The collective agreement on what to do after catching a historic baseball is very fiscally responsible, like a financial literacy course titled "So You Just Won The Lottery." The man who caught Shohei Ohtani's 50/50 home run ball would receive full marks: He declined an initial offer—reportedly $300,000—from the Dodgers and contacted an auction house, Goldin, the next day. Seeing as the current highest bid for the ball sits at $1.2 million with over 16 days to go, it was pragmatic and well-executed, if unsentimental, decision-making. As the seller wished to remain anonymous, the ESPN article on the auction instead quotes Goldin CEO and founder, Ken Goldin, and Goldin seizes upon the opportunity to mete out some uncensored self-advertising: "This is one of those cases where our reputation for getting the absolute highest price on hot-market items [came] into play ... honestly, we had no competition at all."
This is not moral judgment on the man who caught Ohtani's baseball. Imagine being so composed if a house were to fall into your lap; chance would be a fine thing. Ultimately the point of any item of sports memorabilia is to own it or sell it, and to own a baseball of Ohtani's worth is synonymous with being extremely wealthy.
This explains why another fan would file a civil lawsuit in an attempt to have the auction halted, claiming that he had originally possessed the baseball in the scramble for it; perhaps the courts ought to take this opportunity to establish what constitutes a catch in the outfield stands. All of this financial and litigious effort is expended for a baseball that, according to the photograph on Goldin's website is, well, a baseball, with a few defining details. There's a scuff mark stretching from the top of the Rawlings logo to where the seams curve closest to each other, smaller smudges on either side, an MLB authentication sticker.
Of course, no one is bidding on the baseball as some work of art to look at. The value of the baseball is a representation of circumstance: that Ohtani inaugurated the 50/50 club in one of the greatest single-game performances of all-time is part of it, but he also did the kindness of stealing the base before he hit the home run. In the hypothetical where the events were flipped, it's hard to imagine that the baseball would be worth the same. Some amount of retroactive glory would no doubt carry over, but it'd be a 50/49 baseball, and a fan cannot auction off a stolen base.
It is a quirk of the all-encompassing decimal system that 50/50 as a metric matters at all. Ohtani broke the previous equal home runs/steals record when he reached 43/43, but since that was accomplished, the next goal was 50/50. Each matched set he recorded since then had equal value, mathematically speaking. But it can't be helped: Thanks to evolution stumbling into 10 fingers, these groupings are given disproportionate weight. Since 43/43, the goal for viewers was always 50/50.
The way Shohei Ohtani plays baseball gives the impression that he is the only person on the planet who is free of this way of thinking. He has demonstrated time and time again that human convention simply does not apply; though it may make a baseball he hit worth $1.2 million and counting, it cannot touch him.
What Ohtani has accomplished since getting 50/50 is as impressive as the lead-up going into that achievement. That same game, he got 51/51. From that game through to the end of the season, he slashed .628/.667/1.186 over 48 plate appearances. That's 27 hits in 43 at-bats. He hit three more home runs after the historic game, just for good measure. He stole seven more bases because he decided he could—just as he seemingly decided to try for 50 steals midway through the season—and broke Ichiro Suzuki's record for the most steals by a Japanese baseball player. His post-50/50 run includes an unprecedented eight-game stretch of hitting. For a split second, it almost looked like he could steal the batting title away from Luis Arráez and clinch the first triple crown since Miguel Cabrera in 2012. He cooled down enough in the end that he finished second, but he even had the analytics nerds caring about batting average.
Not so long ago there was a case to be made, at least a positional-adjustment-in-WAR case, that Francisco Lindor was a worthy MVP candidate alongside Ohtani. Even then, though, there was a tacit understanding that so long as Ohtani broke 50/50, Lindor would have to accept his WAR crown as a consolation prize. But Ohtani leaves no doubts; his game is not dependent on circumstance. For all that is going on outside of it, Shohei Ohtani will be busy playing baseball.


**ABOUT THIS EXERCISE:** Lines below containing the word "stacked" should be copied out.

**PROVIDED ENTRIES:**
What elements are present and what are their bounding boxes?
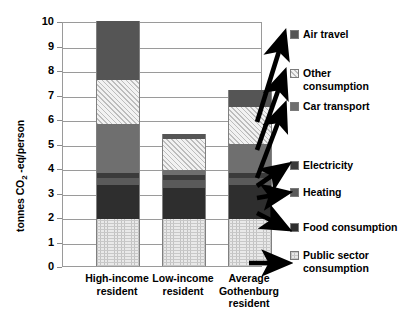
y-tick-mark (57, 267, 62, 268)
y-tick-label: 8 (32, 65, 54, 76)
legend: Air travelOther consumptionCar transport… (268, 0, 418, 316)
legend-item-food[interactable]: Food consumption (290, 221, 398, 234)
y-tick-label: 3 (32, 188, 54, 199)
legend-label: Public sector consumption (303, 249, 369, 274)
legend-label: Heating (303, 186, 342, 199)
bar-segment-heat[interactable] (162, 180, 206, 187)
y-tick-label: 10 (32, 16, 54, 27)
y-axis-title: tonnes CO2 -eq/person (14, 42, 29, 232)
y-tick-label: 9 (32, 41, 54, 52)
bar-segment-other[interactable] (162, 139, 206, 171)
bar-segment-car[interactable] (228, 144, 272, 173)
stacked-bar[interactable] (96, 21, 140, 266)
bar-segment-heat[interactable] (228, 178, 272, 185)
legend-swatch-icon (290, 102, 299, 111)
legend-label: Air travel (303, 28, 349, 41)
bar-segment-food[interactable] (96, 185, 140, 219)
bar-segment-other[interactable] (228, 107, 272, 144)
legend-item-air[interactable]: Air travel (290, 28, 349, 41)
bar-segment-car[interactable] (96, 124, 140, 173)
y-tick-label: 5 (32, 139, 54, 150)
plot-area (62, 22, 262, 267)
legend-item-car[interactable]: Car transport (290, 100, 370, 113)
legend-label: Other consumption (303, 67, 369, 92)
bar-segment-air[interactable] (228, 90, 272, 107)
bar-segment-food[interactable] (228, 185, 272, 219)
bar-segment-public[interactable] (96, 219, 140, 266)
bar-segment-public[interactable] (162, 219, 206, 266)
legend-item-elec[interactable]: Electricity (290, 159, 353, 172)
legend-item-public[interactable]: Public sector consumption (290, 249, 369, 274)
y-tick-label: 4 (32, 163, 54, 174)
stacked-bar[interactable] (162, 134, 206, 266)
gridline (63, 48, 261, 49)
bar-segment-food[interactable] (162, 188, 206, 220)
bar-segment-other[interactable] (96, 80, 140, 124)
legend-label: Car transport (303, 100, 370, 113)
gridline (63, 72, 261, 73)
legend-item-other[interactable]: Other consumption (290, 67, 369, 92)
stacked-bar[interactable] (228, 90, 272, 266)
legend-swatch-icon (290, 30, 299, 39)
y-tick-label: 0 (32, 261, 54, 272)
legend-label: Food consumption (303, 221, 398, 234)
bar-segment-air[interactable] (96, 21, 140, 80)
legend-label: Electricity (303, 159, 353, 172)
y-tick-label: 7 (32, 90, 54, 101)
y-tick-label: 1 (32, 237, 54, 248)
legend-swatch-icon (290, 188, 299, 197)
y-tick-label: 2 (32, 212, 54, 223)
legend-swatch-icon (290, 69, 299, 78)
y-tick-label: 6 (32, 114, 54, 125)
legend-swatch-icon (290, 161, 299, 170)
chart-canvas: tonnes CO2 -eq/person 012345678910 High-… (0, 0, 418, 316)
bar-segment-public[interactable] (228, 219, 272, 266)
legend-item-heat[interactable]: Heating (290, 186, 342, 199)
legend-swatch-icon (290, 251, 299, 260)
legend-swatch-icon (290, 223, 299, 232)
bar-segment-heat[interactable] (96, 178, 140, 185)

**YOUR RESPONSE:**
stacked-bar[interactable] (96, 21, 140, 266)
stacked-bar[interactable] (162, 134, 206, 266)
stacked-bar[interactable] (228, 90, 272, 266)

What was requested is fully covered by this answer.